For the record, Folio: always plays fair with my blog, providing proper attribution and links when it cites my articles, which is not often enough. At times it seems to have gone out of its way not to mention one of my "scoops" when it picks up the same story, but Folio: always puts original research and thought into its article rather than just rewriting me.

Also, for the record, BoSacks does not know the true identity of D. Eadward Tree.

"I can't tell you have many people ask me who you are," he wrote me. "I always speak the truth, which helps my newsletter be what it is. So I tell them I have no idea. They don't believe me. I say, 'No, really, I have no idea.' They say, 'OK, so you won't tell me.'"

Bob, don't expect me to tell you, either -- unless you take Fell up on that revenue-sharing thing.

Friday, November 7, 2008

BoSacks 1, Folio: 0

Did you see on Wednesday (Nov. 5) that Folio:’s Web site had the “news” that paper prices have apparently peaked? (It’s not worthy of a link.)

Dead Tree Edition broke that story five days earlier, and BoSacks distributed it Sunday afternoon -- which led to a flurry of customer phone calls to paper salespeople on Monday morning. Thanks for the plug, Bob.
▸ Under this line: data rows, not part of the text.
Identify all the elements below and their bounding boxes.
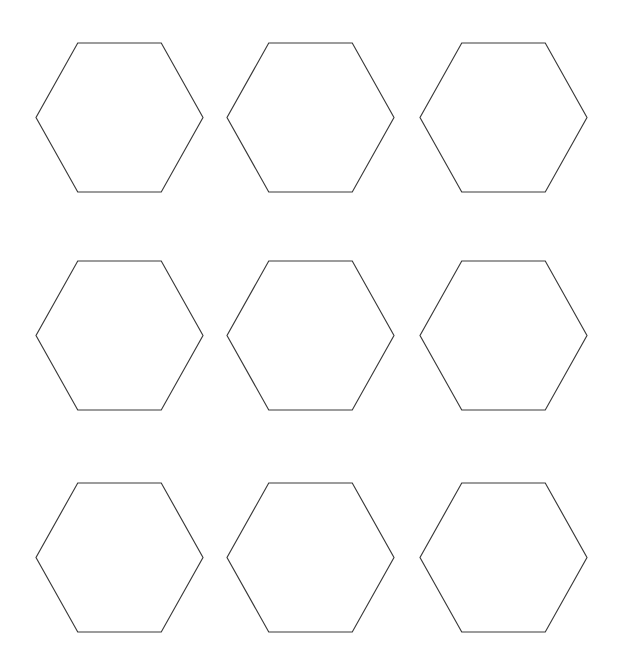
hexagon-r2-c2-outline (227, 261, 394, 410)
hexagon-r3-c1-outline (36, 483, 203, 632)
hexagon-r3-c3 (420, 483, 587, 632)
hexagon-r1-c1-svg (36, 43, 203, 192)
hexagon-r1-c2-svg (227, 43, 394, 192)
hexagon-r2-c2 (227, 261, 394, 410)
hexagon-r1-c3-outline (420, 43, 587, 192)
hexagon-r3-c3-outline (420, 483, 587, 632)
hexagon-r1-c2-outline (227, 43, 394, 192)
hexagon-r2-c1-svg (36, 261, 203, 410)
hexagon-r2-c1-outline (36, 261, 203, 410)
hexagon-r2-c1 (36, 261, 203, 410)
hexagon-r1-c3 (420, 43, 587, 192)
hexagon-r2-c3 (420, 261, 587, 410)
hexagon-r2-c3-outline (420, 261, 587, 410)
hexagon-template-sheet (0, 0, 619, 668)
hexagon-grid (0, 0, 619, 668)
hexagon-r3-c2-svg (227, 483, 394, 632)
hexagon-r2-c2-svg (227, 261, 394, 410)
hexagon-r3-c3-svg (420, 483, 587, 632)
hexagon-r3-c1 (36, 483, 203, 632)
hexagon-r1-c1 (36, 43, 203, 192)
hexagon-r1-c3-svg (420, 43, 587, 192)
hexagon-r3-c2 (227, 483, 394, 632)
hexagon-r3-c2-outline (227, 483, 394, 632)
hexagon-r1-c2 (227, 43, 394, 192)
hexagon-r2-c3-svg (420, 261, 587, 410)
hexagon-r3-c1-svg (36, 483, 203, 632)
hexagon-r1-c1-outline (36, 43, 203, 192)
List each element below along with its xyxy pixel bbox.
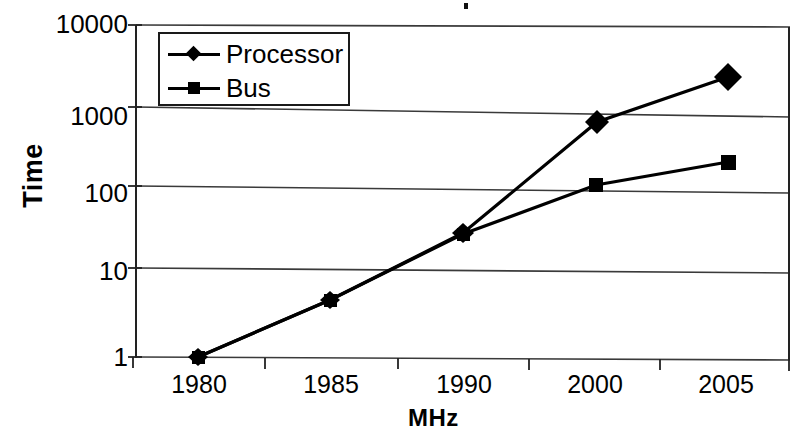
x-axis-title: MHz [0,404,794,432]
x-tick-label: 2005 [666,370,786,398]
x-tick-label: 1985 [271,370,391,398]
x-axis-tick-labels: 1980 1985 1990 2000 2005 [0,0,794,440]
line-chart: Time 10000 1000 100 10 1 [0,0,794,440]
x-tick-label: 1980 [139,370,259,398]
x-tick-label: 1990 [404,370,524,398]
x-tick-label: 2000 [535,370,655,398]
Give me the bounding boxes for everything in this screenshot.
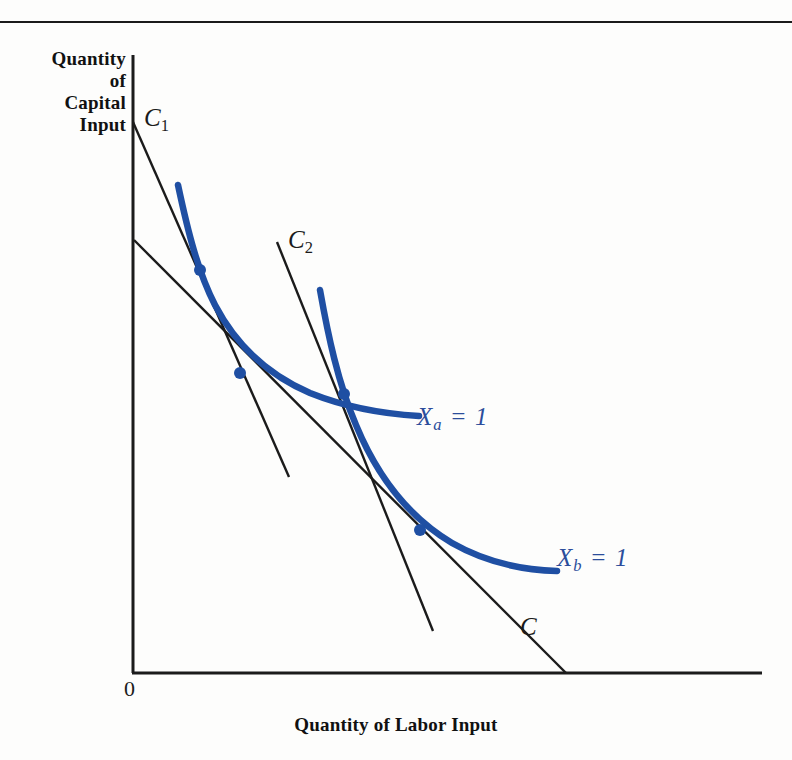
isocost-label-c2-subscript: 2 <box>305 238 313 257</box>
isocost-line-c2 <box>277 242 433 631</box>
isoquant-curve-xa <box>178 185 419 416</box>
tangency-point-c-xb <box>414 524 426 536</box>
isocost-label-c1-subscript: 1 <box>161 116 169 135</box>
isoquant-label-xb-value: = 1 <box>583 544 629 571</box>
isocost-label-c2: C2 <box>288 226 313 258</box>
isoquant-label-xa-value: = 1 <box>443 403 489 430</box>
isoquant-label-xb-letter: X <box>557 544 573 571</box>
isoquant-label-xb: Xb = 1 <box>557 544 628 576</box>
isoquant-label-xa-letter: X <box>417 403 433 430</box>
tangency-point-c-xa <box>234 367 246 379</box>
tangency-point-c1-xa <box>194 264 206 276</box>
tangency-point-c2-xb <box>338 388 350 400</box>
axis-group <box>132 55 762 673</box>
x-axis-title: Quantity of Labor Input <box>196 714 596 736</box>
y-axis-title-line-4: Input <box>10 114 126 136</box>
isoquant-label-xb-subscript: b <box>573 556 582 575</box>
y-axis-title-line-3: Capital <box>10 92 126 114</box>
tangency-points-group <box>194 264 426 536</box>
y-axis-title-line-1: Quantity <box>10 48 126 70</box>
isocost-label-c: C <box>520 613 537 641</box>
isoquant-label-xa: Xa = 1 <box>417 403 488 435</box>
isoquant-label-xa-subscript: a <box>433 415 442 434</box>
isocost-label-c1-letter: C <box>144 104 161 131</box>
figure-root: Quantity of Capital Input Quantity of La… <box>0 0 792 760</box>
isocost-line-c <box>134 240 566 673</box>
isocost-label-c1: C1 <box>144 104 169 136</box>
isocost-label-c2-letter: C <box>288 226 305 253</box>
origin-label: 0 <box>124 676 135 702</box>
y-axis-title-line-2: of <box>10 70 126 92</box>
y-axis-title: Quantity of Capital Input <box>10 48 126 136</box>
I promise to stop making jokes about what you might have been smoking during your High Times days.

How is it that BoSacks, one guy with a Web site and bad hair, continually provides faster and better coverage of certain magazine-industry issues than the leading trade publication for the industry? Because he recognizes that the old “not-written-here” mentality doesn’t cut it in the age of Web 2.0.